At the end of the war, in May 1865, Lloyd and his wife and child, returned to Washington. Following the assassination of Lincoln, Lloyd submitted bills for his expenses to the government. President Grant, per his papers, on May 27, 1865, endorsed reimbursement to Mr. W. Alvin Loyd and forwarded the action to the Secretary of War, Edwin Stanton, who in turn handed it to Judge Advocate Joseph Holt's office for examination. Lloyd and Enoch Totten, his attorney and now the architect of the claim, created bogus evidence including the wording of the contract Lloyd made with Lincoln and summoned witnesses to falsely depose in the case. Despite the dubious evidence, Secretary of War, Edwin Stanton issued a reimbursement for his expenses totaling $2,380. However, Stanton refused to pay Lloyd his $200 a month stipend, which would have totaled $9,753.32 at the end of the war. The payment was refused because there was no remaining copy of Lloyd's contract with President Lincoln. In spite of what might be considered unreliable information and little proof, Lloyd ultimately received $3,427.20 in gold and walked away, to pursue a variety of careers before dying on March 17, 1869.

Totten v. United States

Main article: Totten v. United States

Before he died, Lloyd had been in the process of suing the government for the balance of his original claim. His widow proceeded with the new claim, again using the lawyer Enoch Totten, who now demanded $9,753.32 for his client. After Lloyd's death in 1868, the administrator of his estate, Enoch Totten, filed suit against the United States government in 1875. The suit challenged the nonpayment of Lloyd's stipend. Along with more bogus testimonies from witnesses who were never mentioned in 1865, the case went to the U.S. Court of Claims, where, although each and every jurist believed Lloyd's story, the claim was rejected, because the court felt that a president did not have the right to enter into such a contract. Totten then took the case to the Supreme Court, where, in the 1876 precedent, they also rejected it.
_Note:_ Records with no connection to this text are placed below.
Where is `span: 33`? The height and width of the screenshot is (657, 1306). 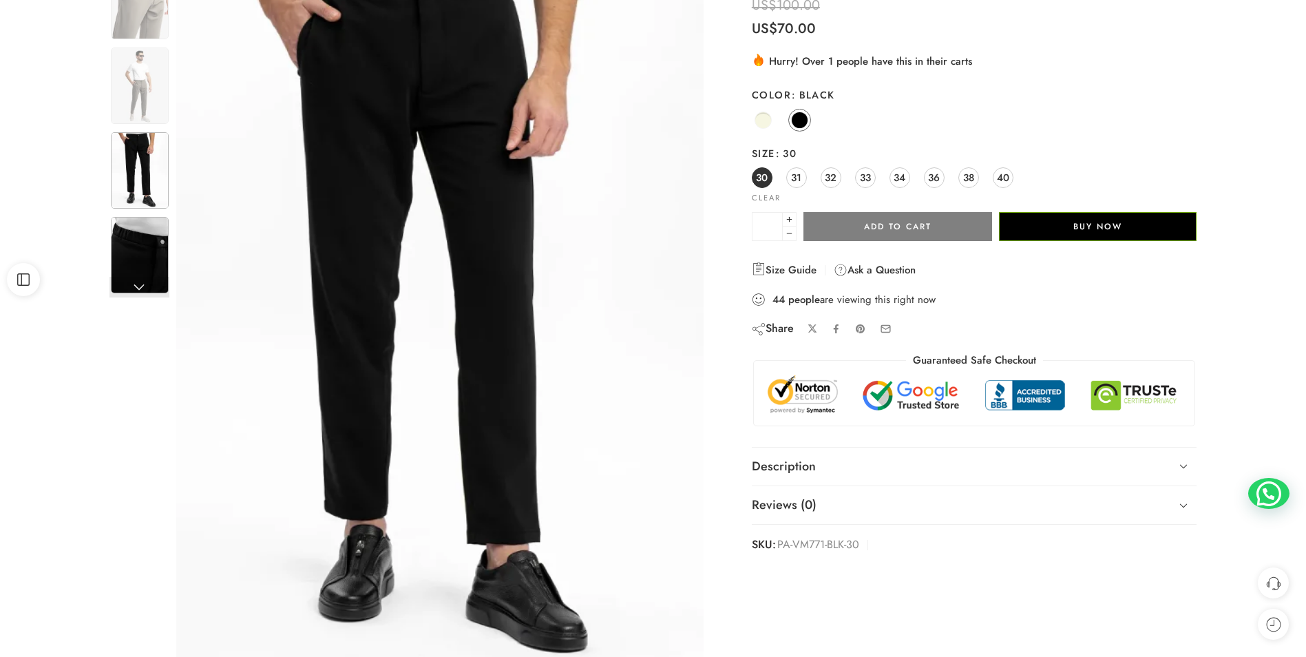 span: 33 is located at coordinates (865, 177).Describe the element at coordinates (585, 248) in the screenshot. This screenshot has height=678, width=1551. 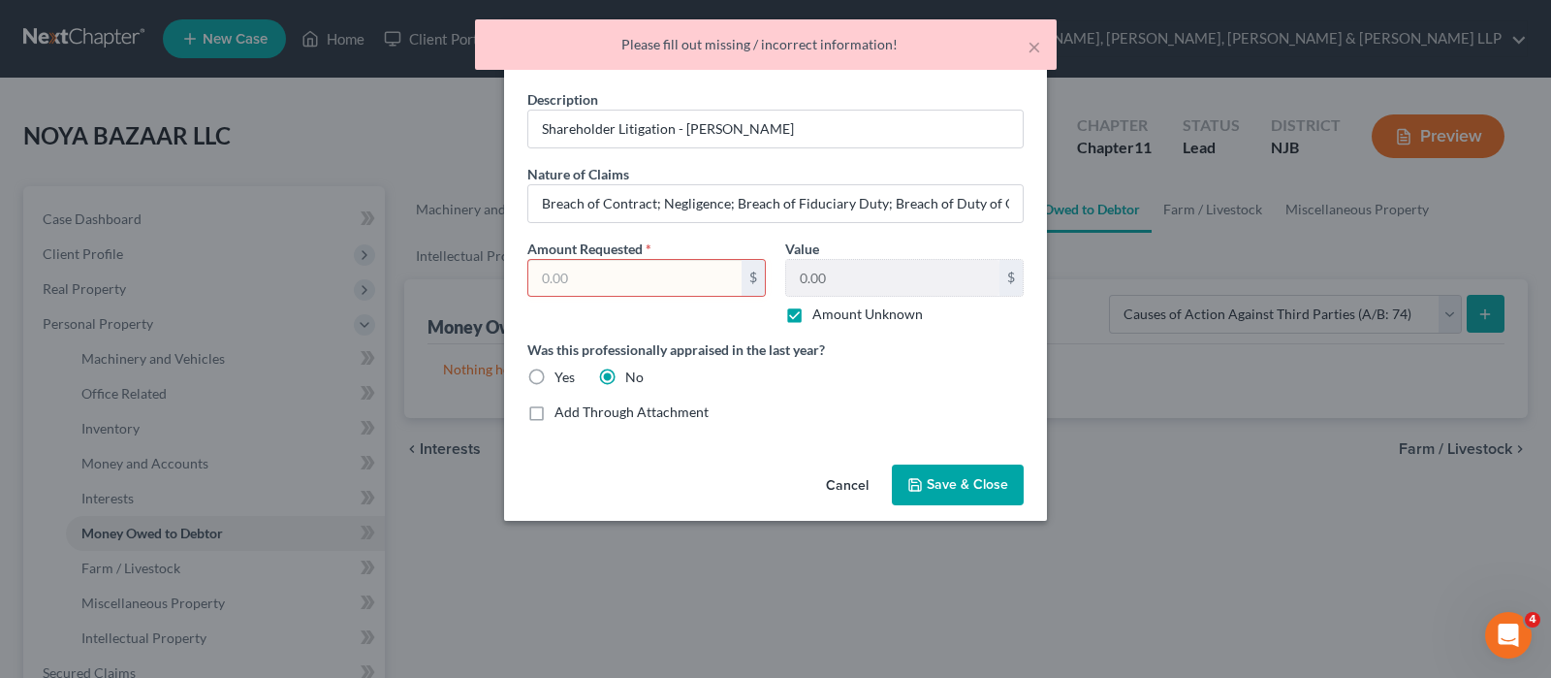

The Supreme Court upheld the decision of the lower courts. The court cited that the six-year statute of limitations had expired on the contract and the way the suit was handled. The Supreme Court agreed that President Lincoln had the authority to hire Lloyd as a secret agent in time of war and also discussed the nature of the suit, because it violates the secret nature of the contract and duties. The Supreme Court also rejected it on the grounds that public exposure during a trial might reveal state secrets that were detrimental to the security of the United States. Lloyd's widow and Totten walked away with nothing.

References

  1. ^ Singer, Jane and John Stewart (2015). Lincoln's Secret Spy: The Civil War Case That Changed The Future of Espionage. Lyons Press. ISBN 9781493008100.
  2. ^ "Intelligence Collection - The North — Central Intelligence Agency". www.cia.gov. Archived from the original on June 13, 2007.
  3. ^ "William A. Lloyd Biography Page". civilwarhome.com. Archived from the original on March 4, 2016. Retrieved April 30, 2016.
  4. "William A. Lloyd Biography Page". civilwarhome.com. Archived from the original on March 3, 2016. Retrieved April 30, 2016.
  5. "SPIES, SCOUTS AND RAIDERS OF THE CIVIL WAR". civilwarsignals.org. Retrieved April 30, 2016.
  6. http://digital.library.msstate.edu/cdm/ref/collection/USG_volume/id/23403 Archived May 30, 2015, at the Wayback Machine | The Papers of Ulysses S. Grant, vol. 15: May 1 – Dec 31, 1865, p. 493. A comment from the editor in this notation references "the papers of William Alvin Lloyd, publisher of a steamboat and railroad guide."
  7. ^ "TOTTEN v. US". Findlaw. Retrieved April 30, 2016.